Post #733: Key graphs updated to 6/27/2020.

Posted on June 27, 2020

This post updates some key graphs to 6/27/2020.  Upshot:  No material change in the situation in Virginia.  Virginia continues to get around 500 new cases a day, Fairfax seems to be averaging just over 50, and Vienna 22180 seems to be getting well under one new case per day, on average.

No upticks from re-opening appear in the data so far, for Virginia.  In the national context, Virginia is squarely in the middle of the pack in terms of new cases per capita.  Not getting worse, but not getting better, either.


Vienna, VA, updated to 6/26/2020 (yesterday).  Net of 2 additional cases in the last seven days in ZIP 22180.

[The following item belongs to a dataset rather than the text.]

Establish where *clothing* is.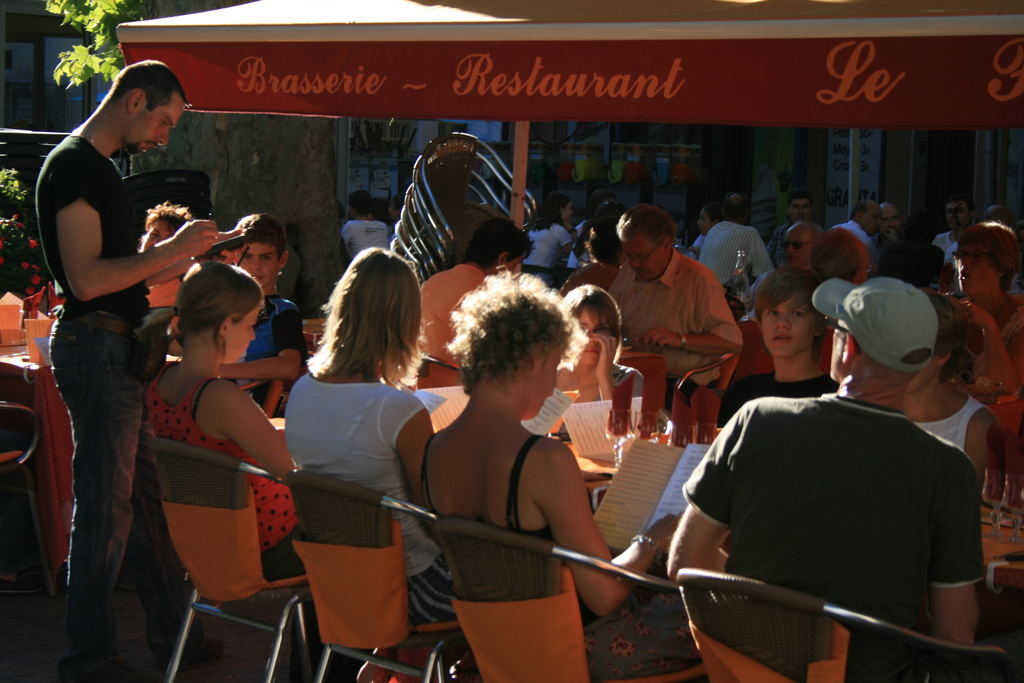
Established at region(561, 363, 644, 438).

Daily new cases, Virginia and Fairfax County, last 28 days, update to 6/27/2020.  Slower case growth plateaus, does not continue to fall even lower. 

 


Analysis of Virginia re-opening, updated to 6/27/2020.  All quiet.  The rest of the state (outside of NoVA, Richmond City, Accomack County) entered Phase II of re-opening on 6/5/2020.  Given a (typical, estimated) 10-ish day lag for new infections to show up in the system, we’re well pas the point where we’d be seeing that, if there were any.  So far as good.

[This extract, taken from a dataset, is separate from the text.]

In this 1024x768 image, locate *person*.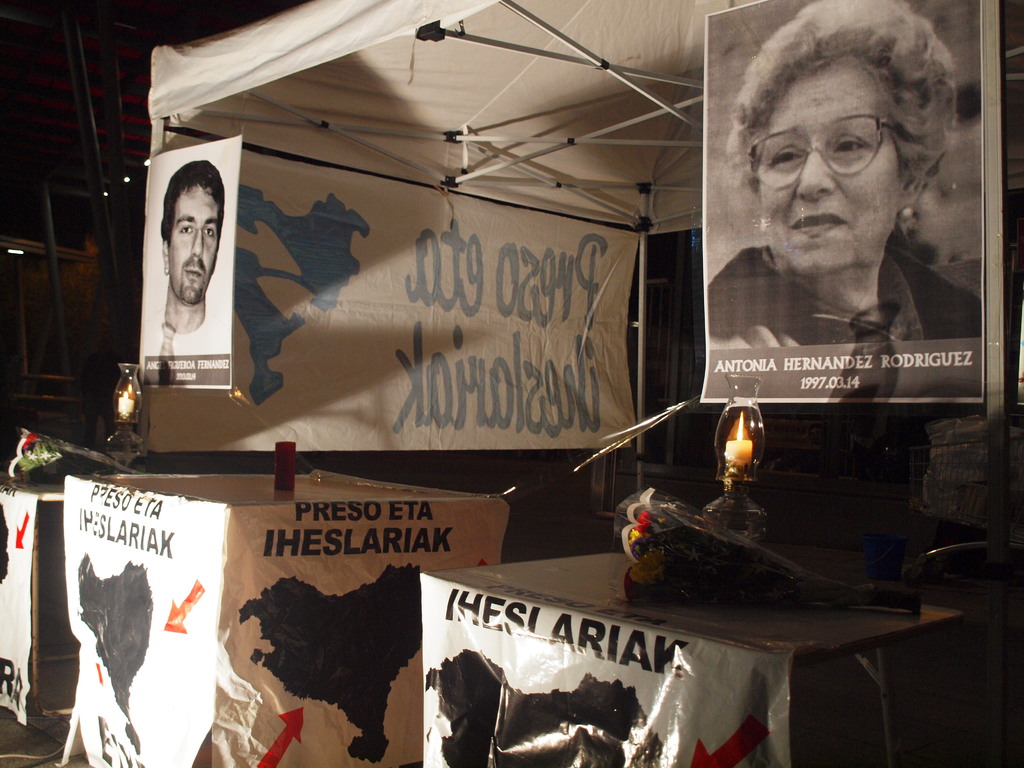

Virginia in the context of other states:  A misery index.  This last one is a map based on a table of the states that I first set up in Post #716.  You can read that post to see how I derived my “misery index”, but in a nutshell, it’s an estimate of how fast infection is spreading in an area, on a per-capita basis, combined with how that rate of spread has changed recently.

These maps have the same color scale, with the palest red being a recent growth rate of zero, and the deepest red (not shown) being 20%.  (Those are annualized new COVID-19 case counts based on the most recent two weeks of data — see prior post to see how that’s defined, exactly).  Ignore Hawaii and DC — I use dummy values for those areas to keep the color scheme the same from map to map.

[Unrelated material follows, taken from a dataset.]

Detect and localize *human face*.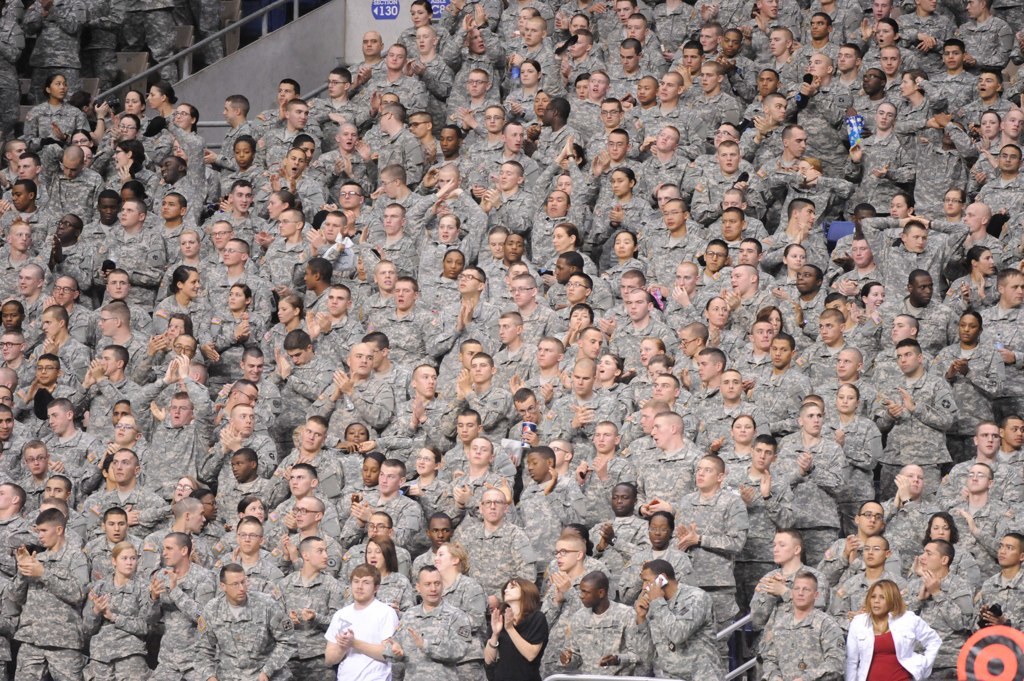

Anyway, redder = worse.  The US got redder last week, and Arizona just about maxes out the scale.

I have an easier time dealing with the numbers, rather than the graph.  Here’s the table of numbers underlying the last map.  I have reset the DC and Hawaii values to their correct values for this table.  Virginia (green) is squarely in the middle of the pack.

My only back-of-the-envelope observation is that you have to go pretty far down the list before you hit a state that doesn’t have fairly hot summer temperatures.  Open bars and restaurants, and nowhere to go but inside, seems to be the current recipe for spreading coronavirus.  Let’s hope we have the weather and the good sense to avoid that in Virginia.

Finally, just to put this in perspective, things in Arizona today are just about as dire-looking as they were at the peak of the epidemic in New York state.  Here’s this same “misery index” number (last week’s per-capita new cases, annualized, plus the change in that from two weeks back, to last week).  It compares Arizona, New York, and Virginia.  Things never really got that bad in Virginia.